4:00 PM Voices in Exile: Immigrants and the First Amendment Screening Followed by Q&A with Director Joan Mandell
“Voices in Exile” succinctly documents the beginnings of the longest running deportation case in U.S. history: the 20 year trial of the “LA8”. This riveting video examines plans for rounding up Arab Americans, reminiscent of the WWII incarceration of Japanese Americans, and foreshadowing Guantanamo.  The ACLU and Center for Constitutional Rights take on the FBI, INS and Justice Department in a courtroom battle over First Amendment rights for all non-citizen residents.

Go for Broke National Education Center’s Defining Courage Exhibition:
Pearl Harbor changed the lives of all Americans, but one group of citizens was affected beyond compare.

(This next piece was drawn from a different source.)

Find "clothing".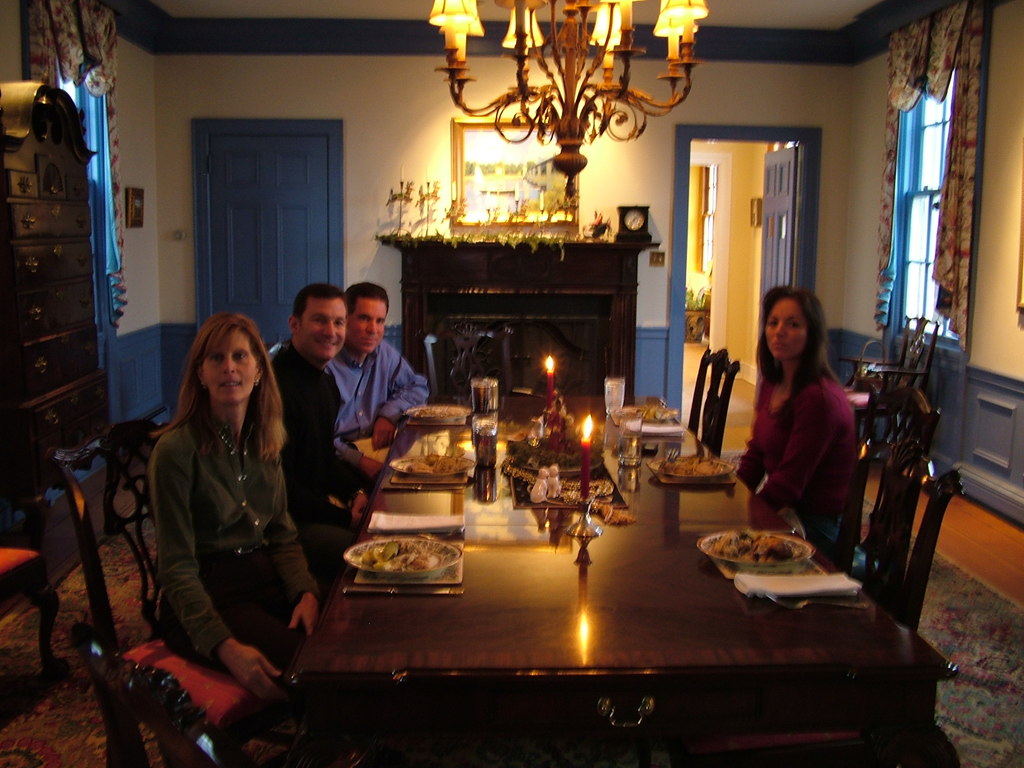
detection(134, 365, 324, 694).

Japanese Americans were literally stripped of their rights as citizens, and sent to incarceration camps. Defining Courage provides an opportunity for visitors to experience the results of fear mongering and discrimination and reminds us that as Americans, we are all citizens.  Through the stories of the Japanese American soldiers of World War II, visitors learn how to act with similar courage in their own lives.

GFBNEC will debut its new interpretive exhibition and facilities to the public on Saturday, May 28, 2016. GFBNEC is located at 355 E. 1st St., Suite 200 in Los Angeles, CA 90012.  For additional information, visit http://www.goforbroke.org.

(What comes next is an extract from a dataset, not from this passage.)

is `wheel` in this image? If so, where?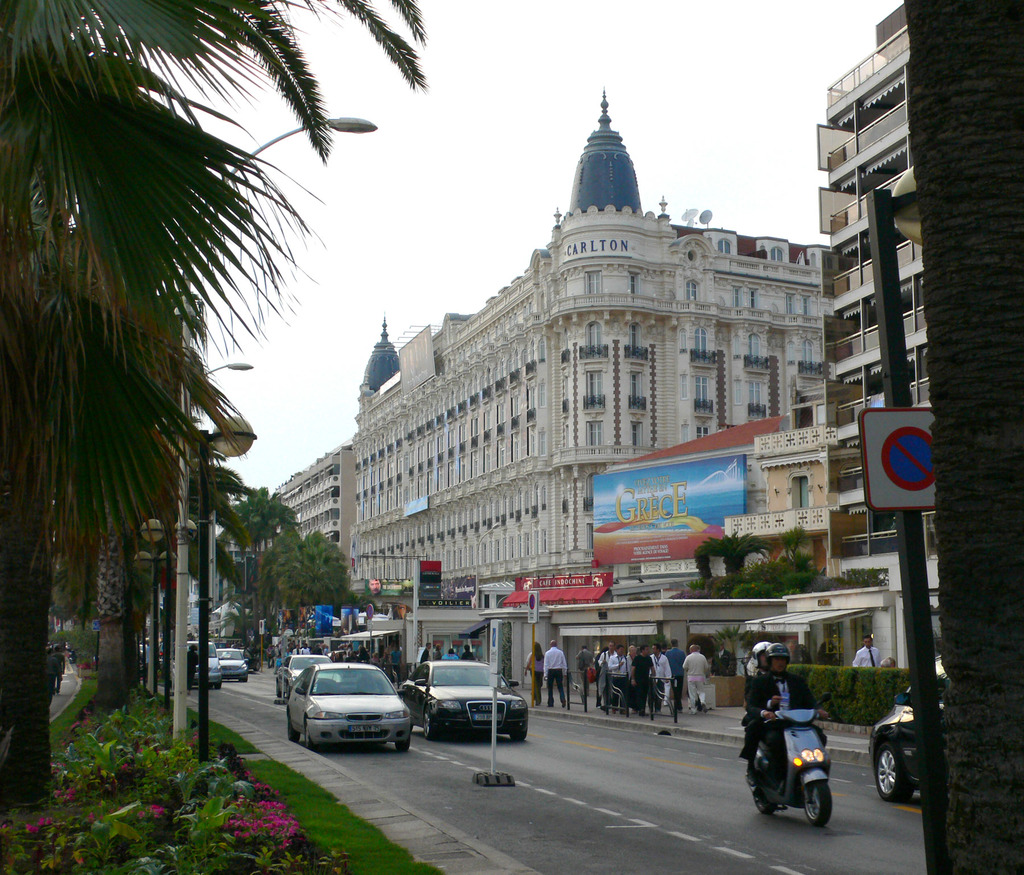
Yes, at (x1=306, y1=721, x2=312, y2=749).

About Go For Broke National Education Center (GFBNEC)
Since its formation in 1989, Go For Broke National Education Center has been committed to educating the public about the responsibilities, challenges, and rights of American citizenship by using the life stories of the Japanese American soldiers of World War II. In order to share these stories, they began video recording the oral histories of Japanese American veterans, and today they have the largest collection of its kind in the country. The interviews have been incorporated into a complete curriculum with lesson plans and web-based project learning to share their story with youth across the country.

In 1999, GFBNEC dedicated the Go For Broke Monument in the Little Tokyo District of Los Angeles. On the monument are the insignias of the 100th Infantry Battalion, 442nd Regimental Combat Team, Military Intelligence Service (MIS), 522nd Field Artillery Battalion, 232nd Combat Engineer Company, and the 1399 Engineer Construction Battalion. For more information, visit http://www.goforbroke.org.

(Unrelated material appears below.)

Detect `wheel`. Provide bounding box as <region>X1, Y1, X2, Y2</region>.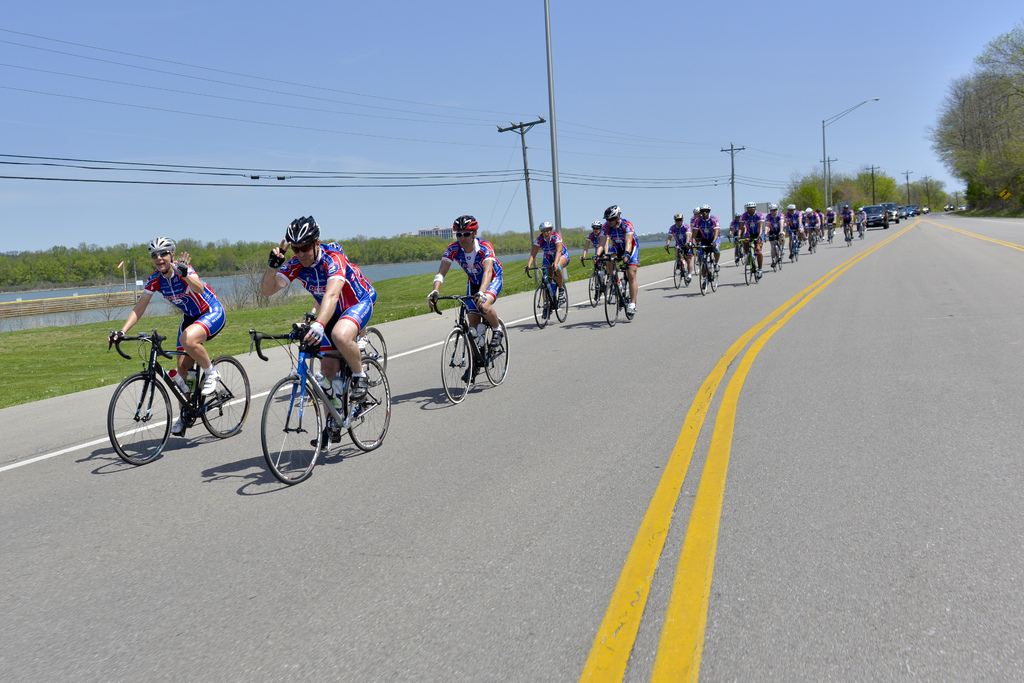
<region>106, 371, 175, 467</region>.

2016 Sacramento Asian Pacific Film Festival Lineup, May 27-28; HIDE AND SEEK starring Lia Chang and Garth Kravits screens on May 28

Lia Chang. Photo by Garth Kravits
Lia Chang. Photo by Garth Kravits

Lia Chang is an actor, a multi-media content producer and co-founder of Bev’s Girl Films, making films that foster inclusion and diversity on both sides of the camera. Bev’s Girl Films’ debut short film, Hide and Seek was a top ten film in the Asian American Film Lab’s 2015 72 Hour Shootout Filmmaking Competition, and she received a Best Actress nomination. BGF collaborates with and produces multi-media content for artists, actors, designers, theatrical productions, composers,  musicians and corporations. Lia is also an internationally published and exhibited photographer, a multi-platform journalist, and a publicist. Lia has appeared in the films Wolf, New Jack City, A Kiss Before Dying, King of New York, Big Trouble in Little China, The Last Dragon, Taxman and Hide and Seek. She is profiled in Examiner.comJade Magazine and Playbill.com.